Despite the likelihood that violent crime overall will be down slightly this year — continuing a general two-decade decline — a Gallup poll taken in October showed that 70 percent of Americans think crime is worse this year than last year. Just 18 percent thought crime has gone down. Crime in the United States has been dropping dramatically since about 1994. Yet with one exception, in every year since 1994 there has been at least a 20 percent gap between those two figures. The year 2012, for example, saw the lowest violent crime rate in the United States in 40 years. Yet by about a 50-point margin, Americans still told Gallup at the time they thought crime was getting worse.

Part of this is just due to the nature of news. Last night’s murder is news. A gradual, generation-long drop in murders may occasionally make headlines once we’re aware that it’s happening, but it won’t be in the news every day. Interestingly, Gallup also asks a question that tends to produce more accurate results — whether respondents feel unsafe walking alone at night in their own neighborhood. There, respondents today say by about a 2-1 margin that they feel safe where they live.
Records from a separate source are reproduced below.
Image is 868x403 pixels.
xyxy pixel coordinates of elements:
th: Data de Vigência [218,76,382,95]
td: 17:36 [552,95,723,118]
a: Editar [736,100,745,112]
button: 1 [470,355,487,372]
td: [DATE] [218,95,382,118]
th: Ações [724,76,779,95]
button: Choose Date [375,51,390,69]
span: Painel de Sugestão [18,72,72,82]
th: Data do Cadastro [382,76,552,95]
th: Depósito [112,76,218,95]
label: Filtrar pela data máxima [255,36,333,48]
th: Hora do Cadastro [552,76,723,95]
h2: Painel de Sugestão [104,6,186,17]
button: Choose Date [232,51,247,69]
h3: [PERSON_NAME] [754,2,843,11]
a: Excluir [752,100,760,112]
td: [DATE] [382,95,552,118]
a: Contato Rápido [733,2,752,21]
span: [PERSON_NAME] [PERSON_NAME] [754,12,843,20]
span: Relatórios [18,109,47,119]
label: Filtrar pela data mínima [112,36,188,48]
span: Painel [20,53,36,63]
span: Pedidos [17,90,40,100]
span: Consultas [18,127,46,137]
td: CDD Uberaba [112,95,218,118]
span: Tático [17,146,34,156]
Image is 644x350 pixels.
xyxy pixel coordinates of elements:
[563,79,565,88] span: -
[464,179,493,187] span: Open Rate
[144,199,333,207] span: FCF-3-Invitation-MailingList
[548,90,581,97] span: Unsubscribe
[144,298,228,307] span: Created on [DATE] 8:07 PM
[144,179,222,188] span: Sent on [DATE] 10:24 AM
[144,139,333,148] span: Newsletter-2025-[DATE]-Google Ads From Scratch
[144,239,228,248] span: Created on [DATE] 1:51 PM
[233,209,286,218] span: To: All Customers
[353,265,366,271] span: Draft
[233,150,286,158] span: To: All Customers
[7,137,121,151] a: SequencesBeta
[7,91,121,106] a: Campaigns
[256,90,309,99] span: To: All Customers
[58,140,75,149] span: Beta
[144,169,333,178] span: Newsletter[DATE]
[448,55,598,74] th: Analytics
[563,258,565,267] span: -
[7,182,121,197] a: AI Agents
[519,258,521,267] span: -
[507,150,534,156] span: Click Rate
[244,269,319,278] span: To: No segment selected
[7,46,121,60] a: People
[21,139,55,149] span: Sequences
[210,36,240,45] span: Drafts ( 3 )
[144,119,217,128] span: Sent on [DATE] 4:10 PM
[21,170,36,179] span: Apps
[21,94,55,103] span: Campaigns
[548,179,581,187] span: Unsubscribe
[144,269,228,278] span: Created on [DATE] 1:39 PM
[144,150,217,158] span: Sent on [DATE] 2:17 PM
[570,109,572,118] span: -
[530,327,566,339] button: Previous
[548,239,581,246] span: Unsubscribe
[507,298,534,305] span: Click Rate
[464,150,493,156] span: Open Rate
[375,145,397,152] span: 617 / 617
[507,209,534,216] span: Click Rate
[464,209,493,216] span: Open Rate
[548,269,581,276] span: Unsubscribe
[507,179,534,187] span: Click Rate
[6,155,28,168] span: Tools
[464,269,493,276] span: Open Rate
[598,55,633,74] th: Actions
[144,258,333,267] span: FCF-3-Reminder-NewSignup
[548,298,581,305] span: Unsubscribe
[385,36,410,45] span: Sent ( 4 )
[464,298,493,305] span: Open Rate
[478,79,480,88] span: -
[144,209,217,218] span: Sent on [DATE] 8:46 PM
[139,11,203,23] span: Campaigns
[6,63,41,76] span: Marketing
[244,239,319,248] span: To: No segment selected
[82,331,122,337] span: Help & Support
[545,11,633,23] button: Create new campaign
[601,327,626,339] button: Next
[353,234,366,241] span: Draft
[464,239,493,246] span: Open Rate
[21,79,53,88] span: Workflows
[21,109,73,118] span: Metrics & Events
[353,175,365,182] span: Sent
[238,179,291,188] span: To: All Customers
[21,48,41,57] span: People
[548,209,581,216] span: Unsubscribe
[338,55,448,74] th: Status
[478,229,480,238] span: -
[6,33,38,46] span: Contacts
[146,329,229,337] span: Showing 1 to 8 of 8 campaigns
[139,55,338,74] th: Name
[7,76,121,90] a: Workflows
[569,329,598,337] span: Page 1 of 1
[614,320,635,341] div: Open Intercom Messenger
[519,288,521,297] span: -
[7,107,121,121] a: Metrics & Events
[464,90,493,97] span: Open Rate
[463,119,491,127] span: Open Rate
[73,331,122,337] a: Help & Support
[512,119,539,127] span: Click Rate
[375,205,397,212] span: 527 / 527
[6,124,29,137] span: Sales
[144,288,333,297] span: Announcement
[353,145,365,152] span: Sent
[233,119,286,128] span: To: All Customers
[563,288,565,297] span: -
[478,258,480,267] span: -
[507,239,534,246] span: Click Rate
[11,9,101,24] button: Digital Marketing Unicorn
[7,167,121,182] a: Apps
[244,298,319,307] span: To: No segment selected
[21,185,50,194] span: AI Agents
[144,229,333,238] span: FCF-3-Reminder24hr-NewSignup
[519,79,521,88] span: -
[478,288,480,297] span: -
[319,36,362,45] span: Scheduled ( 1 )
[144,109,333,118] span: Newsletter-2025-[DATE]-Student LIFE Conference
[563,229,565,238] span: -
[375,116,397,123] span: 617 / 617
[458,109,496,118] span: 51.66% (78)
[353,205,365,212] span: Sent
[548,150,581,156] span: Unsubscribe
That question also tracks more closely with the overall crime rate.

Unfortunately, public policy tends to be shaped by the less accurate question — how people believe things are trending outside of their immediate surroundings. Naturally, we rely on what we read and see on TV to form our opinions about what we haven’t experienced directly. And what we see on TV will naturally be the bad stuff that happened, not good news about the bad stuff that didn’t happen.

That’s why all this context is important: A murder will always be news. The people who didn’t get killed this year, but may have in a more violent era, obviously don’t make the news. People will always get a skewed reality that makes them feel less safe than they are, even in an era of unprecedented safety.

But when we do talk about statistics and trends, we could at least get them right. We can at least report the statistics not only accurately, but also with the background and explanation necessary to understand their significance. A report about, say, a 40 percent rise in homicides in a given city should always state if that increase comes off a record low, or a long decline. A report about the 39 police officers killed with guns this year might point out that it wasn’t long ago when four, five or six times that many were killed each year. And any reports about raw figures should always include rates.

We’re currently in the midst of a critical national discussion about criminal justice reform, police reform and mass incarceration. We’re finally reconsidering the rash policies that wrecked entire generations of some communities. The 1980s and early 1990s were an era of higher crime and a generally more dangerous society. But those debates were often based on myth, moral panic and political demagoguery. It’s one thing to give in to fear when crime really is on the rise. But it would be tragic if the opportunity we have today to reform laws was thwarted by same sort of fact-free fear.